This morning, many different things that we are required to do may not be pleasant. Discipline is never a pleasant thing, but it is needful for our well-being. Likewise, when going astray, reproof is profitable for us as it hides a multitude of sins and saves us from death. But, Peter wrote to not glory in suffering for our faults (for that is our just reward). But, it is glorious and well-pleasing to God if we suffer when we do well. For example, if I committed a crime and I did not complain while feeling the just enforcement of the consequences of my crime, I should not be commended. However, if I endure suffering for the gospel of our Lord and Saviour Jesus Christ without complaining, that is worthy of commendation. 

Our Lord never once shirked His work of redemption. He did not complain about it, but endured the shame and reproach of the cross for the joy that was set before Him. In this verse, He declared that the hour approached for His being delivered into the hands of wicked men for the crucifixion. But, He also declares that He will not complain or ask for something different. He knew exactly what would happen, and it troubled the perfect GodMan to know He would suffer these things. However, even as bad as things were going to be, He never prayed for them to be taken away.   

Even in the garden before His apprehension, His prayer was not to be delivered from this suffering, but His prayer was to finish the work.

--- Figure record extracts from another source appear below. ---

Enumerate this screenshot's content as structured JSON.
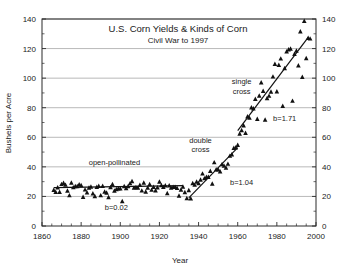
{
  "chart_data": {
    "type": "scatter",
    "title": "U.S. Corn Yields & Kinds of Corn",
    "subtitle": "Civil War to 1997",
    "xlabel": "Year",
    "ylabel": "Bushels per Acre",
    "xlim": [
      1860,
      2000
    ],
    "ylim": [
      0,
      140
    ],
    "xticks": [
      1860,
      1880,
      1900,
      1920,
      1940,
      1960,
      1980,
      2000
    ],
    "yticks": [
      0,
      20,
      40,
      60,
      80,
      100,
      120,
      140
    ],
    "xtick_labels": [
      "1860",
      "1880",
      "1900",
      "1920",
      "1940",
      "1960",
      "1980",
      "2000"
    ],
    "ytick_labels": [
      "0",
      "20",
      "40",
      "60",
      "80",
      "100",
      "120",
      "140"
    ],
    "right_axis": true,
    "right_ytick_labels": [
      "0",
      "20",
      "40",
      "60",
      "80",
      "100",
      "120",
      "140"
    ],
    "xtick_minor_step": 5,
    "grid": true,
    "grid_axis": "y",
    "legend_position": "none",
    "marker": "triangle",
    "marker_color": "#111111",
    "grid_color": "#9a9a9a",
    "frame_color": "#2b2b2b",
    "annotations": [
      {
        "id": "open-pollinated",
        "text": "open-pollinated",
        "x": 1897,
        "y": 41
      },
      {
        "id": "b-open-pollinated",
        "text": "b=0.02",
        "x": 1898,
        "y": 11
      },
      {
        "id": "double-cross",
        "text": "double",
        "x": 1941,
        "y": 56
      },
      {
        "id": "double-cross-2",
        "text": "cross",
        "x": 1941,
        "y": 50
      },
      {
        "id": "b-double-cross",
        "text": "b=1.04",
        "x": 1962,
        "y": 28
      },
      {
        "id": "single-cross",
        "text": "single",
        "x": 1962,
        "y": 96
      },
      {
        "id": "single-cross-2",
        "text": "cross",
        "x": 1962,
        "y": 89
      },
      {
        "id": "b-single-cross",
        "text": "b=1.71",
        "x": 1984,
        "y": 71
      }
    ],
    "trend_segments": [
      {
        "id": "open-pollinated-fit",
        "slope": 0.02,
        "x": [
          1866,
          1932
        ],
        "y": [
          26.0,
          27.3
        ]
      },
      {
        "id": "double-cross-fit",
        "slope": 1.04,
        "x": [
          1935,
          1960
        ],
        "y": [
          19.0,
          53.0
        ]
      },
      {
        "id": "single-cross-fit",
        "slope": 1.71,
        "x": [
          1960,
          1996
        ],
        "y": [
          64.5,
          127.5
        ]
      }
    ],
    "series": [
      {
        "name": "U.S. average corn yield",
        "points": [
          [
            1866,
            24.3
          ],
          [
            1867,
            23.0
          ],
          [
            1868,
            26.0
          ],
          [
            1869,
            23.0
          ],
          [
            1870,
            28.3
          ],
          [
            1871,
            29.0
          ],
          [
            1872,
            27.8
          ],
          [
            1873,
            23.8
          ],
          [
            1874,
            20.7
          ],
          [
            1875,
            29.2
          ],
          [
            1876,
            26.1
          ],
          [
            1877,
            26.9
          ],
          [
            1878,
            26.8
          ],
          [
            1879,
            28.0
          ],
          [
            1880,
            27.6
          ],
          [
            1881,
            19.6
          ],
          [
            1882,
            24.6
          ],
          [
            1883,
            22.7
          ],
          [
            1884,
            25.8
          ],
          [
            1885,
            26.5
          ],
          [
            1886,
            22.0
          ],
          [
            1887,
            20.1
          ],
          [
            1888,
            26.3
          ],
          [
            1889,
            27.0
          ],
          [
            1890,
            20.7
          ],
          [
            1891,
            27.0
          ],
          [
            1892,
            23.1
          ],
          [
            1893,
            22.5
          ],
          [
            1894,
            19.4
          ],
          [
            1895,
            26.2
          ],
          [
            1896,
            28.2
          ],
          [
            1897,
            23.8
          ],
          [
            1898,
            24.8
          ],
          [
            1899,
            25.3
          ],
          [
            1900,
            25.3
          ],
          [
            1901,
            16.7
          ],
          [
            1902,
            26.8
          ],
          [
            1903,
            25.5
          ],
          [
            1904,
            26.8
          ],
          [
            1905,
            28.8
          ],
          [
            1906,
            30.3
          ],
          [
            1907,
            25.9
          ],
          [
            1908,
            26.2
          ],
          [
            1909,
            25.9
          ],
          [
            1910,
            27.7
          ],
          [
            1911,
            23.9
          ],
          [
            1912,
            29.2
          ],
          [
            1913,
            23.1
          ],
          [
            1914,
            25.8
          ],
          [
            1915,
            28.2
          ],
          [
            1916,
            24.4
          ],
          [
            1917,
            26.3
          ],
          [
            1918,
            24.0
          ],
          [
            1919,
            26.0
          ],
          [
            1920,
            29.9
          ],
          [
            1921,
            27.5
          ],
          [
            1922,
            26.3
          ],
          [
            1923,
            27.4
          ],
          [
            1924,
            22.1
          ],
          [
            1925,
            27.4
          ],
          [
            1926,
            25.9
          ],
          [
            1927,
            26.4
          ],
          [
            1928,
            26.3
          ],
          [
            1929,
            25.7
          ],
          [
            1930,
            20.5
          ],
          [
            1931,
            24.5
          ],
          [
            1932,
            26.5
          ],
          [
            1933,
            22.8
          ],
          [
            1934,
            18.7
          ],
          [
            1935,
            24.2
          ],
          [
            1936,
            18.6
          ],
          [
            1937,
            28.9
          ],
          [
            1938,
            27.8
          ],
          [
            1939,
            29.9
          ],
          [
            1940,
            28.9
          ],
          [
            1941,
            31.2
          ],
          [
            1942,
            35.4
          ],
          [
            1943,
            32.2
          ],
          [
            1944,
            33.1
          ],
          [
            1945,
            33.1
          ],
          [
            1946,
            37.2
          ],
          [
            1947,
            28.6
          ],
          [
            1948,
            43.0
          ],
          [
            1949,
            38.2
          ],
          [
            1950,
            38.2
          ],
          [
            1951,
            36.9
          ],
          [
            1952,
            41.8
          ],
          [
            1953,
            40.7
          ],
          [
            1954,
            39.4
          ],
          [
            1955,
            42.0
          ],
          [
            1956,
            47.4
          ],
          [
            1957,
            48.3
          ],
          [
            1958,
            52.8
          ],
          [
            1959,
            53.1
          ],
          [
            1960,
            54.7
          ],
          [
            1961,
            62.4
          ],
          [
            1962,
            64.7
          ],
          [
            1963,
            67.9
          ],
          [
            1964,
            62.9
          ],
          [
            1965,
            74.1
          ],
          [
            1966,
            73.1
          ],
          [
            1967,
            80.1
          ],
          [
            1968,
            79.5
          ],
          [
            1969,
            85.9
          ],
          [
            1970,
            72.4
          ],
          [
            1971,
            88.1
          ],
          [
            1972,
            97.0
          ],
          [
            1973,
            91.3
          ],
          [
            1974,
            71.9
          ],
          [
            1975,
            86.4
          ],
          [
            1976,
            88.0
          ],
          [
            1977,
            90.8
          ],
          [
            1978,
            101.0
          ],
          [
            1979,
            109.5
          ],
          [
            1980,
            91.0
          ],
          [
            1981,
            108.9
          ],
          [
            1982,
            113.2
          ],
          [
            1983,
            81.1
          ],
          [
            1984,
            106.7
          ],
          [
            1985,
            118.0
          ],
          [
            1986,
            119.4
          ],
          [
            1987,
            119.8
          ],
          [
            1988,
            84.6
          ],
          [
            1989,
            116.3
          ],
          [
            1990,
            118.5
          ],
          [
            1991,
            108.6
          ],
          [
            1992,
            131.5
          ],
          [
            1993,
            100.7
          ],
          [
            1994,
            138.6
          ],
          [
            1995,
            113.5
          ],
          [
            1996,
            127.1
          ],
          [
            1997,
            126.7
          ]
        ]
      }
    ]
  }
}
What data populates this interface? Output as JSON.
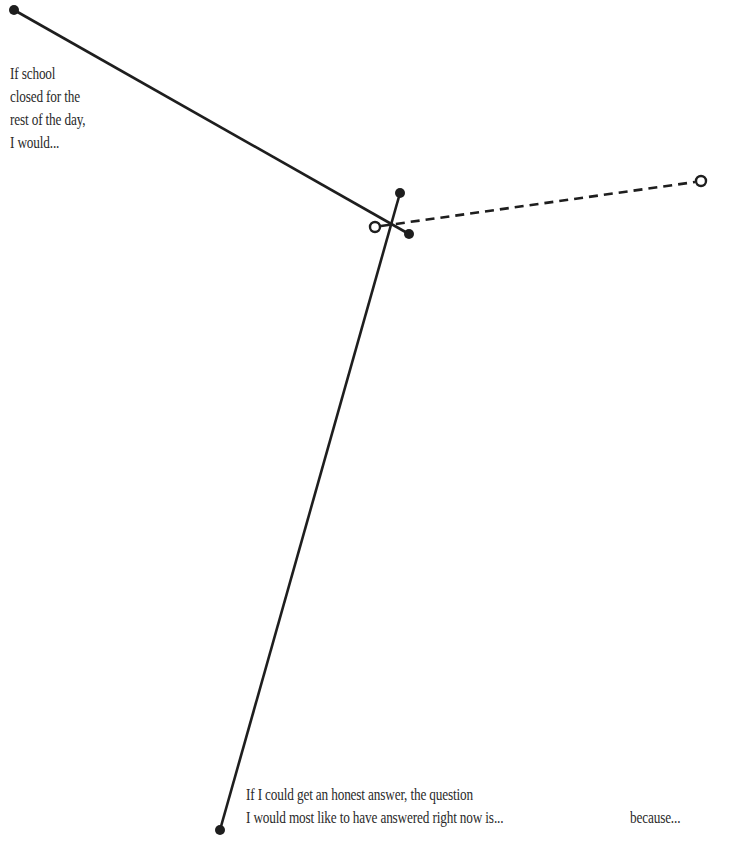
{
  "prompts": {
    "school_closed": {
      "lines": [
        "If school",
        "closed for the",
        "rest of the day,",
        "I would..."
      ]
    },
    "honest_answer": {
      "lines": [
        "If I could get an honest answer, the question",
        "I would most like to have answered right now is..."
      ]
    },
    "because": {
      "text": "because..."
    }
  },
  "colors": {
    "line": "#1e1e1e",
    "text": "#2a2a2a",
    "background": "#ffffff"
  }
}
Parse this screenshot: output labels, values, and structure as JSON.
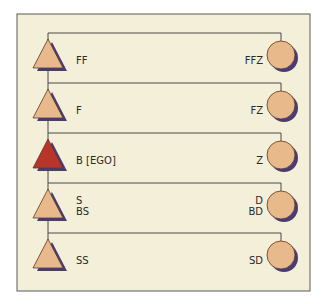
{
  "diagram": {
    "type": "kinship-chart",
    "background": "#f3efd8",
    "border_color": "#5a5a5a",
    "line_color": "#4a4a4a",
    "colors": {
      "male_fill": "#e8b98a",
      "ego_fill": "#b8352c",
      "female_fill": "#e8b98a",
      "shadow": "#4b3a78"
    },
    "rows": [
      {
        "male": {
          "labels": [
            "FF"
          ],
          "is_ego": false
        },
        "female": {
          "labels": [
            "FFZ"
          ]
        }
      },
      {
        "male": {
          "labels": [
            "F"
          ],
          "is_ego": false
        },
        "female": {
          "labels": [
            "FZ"
          ]
        }
      },
      {
        "male": {
          "labels": [
            "B [EGO]"
          ],
          "is_ego": true
        },
        "female": {
          "labels": [
            "Z"
          ]
        }
      },
      {
        "male": {
          "labels": [
            "S",
            "BS"
          ],
          "is_ego": false
        },
        "female": {
          "labels": [
            "D",
            "BD"
          ]
        }
      },
      {
        "male": {
          "labels": [
            "SS"
          ],
          "is_ego": false
        },
        "female": {
          "labels": [
            "SD"
          ]
        }
      }
    ]
  }
}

The cup that He had to drink for us was approaching, and He was ready to be offered through the eternal Spirit without spot to God. However, He prayed still that the Father's will be done. Christ was ready for that time, and for that hour He came into the world. To say that Christ asked or beseeched His Father to remove the cup so that He would not have to drink of it implies, at least, that Christ's will and the Father's will were not in agreement. However, they are one, and the perfect obedience of Christ was not robotic, but rather harmonious with the desires of the Almighty.   

We can also consider in this verse that Christ came into this world for that hour (that He spoke of repeatedly). He did not waste time at any juncture. There was never an idle thought or wayward step. Everything had a purpose. Had Christ not kept the law to a jot and tittle all the while leading up to this very hour of which He spoke, He would not have been a suitable sacrifice. So, everything that He did and said culminated at the hour of deliverance for our sins and transgressions that reached a level of horror displayed on Calvary's hill like no other. Nowhere in time will ever have that many sins directed and punished in so compact a space of time.   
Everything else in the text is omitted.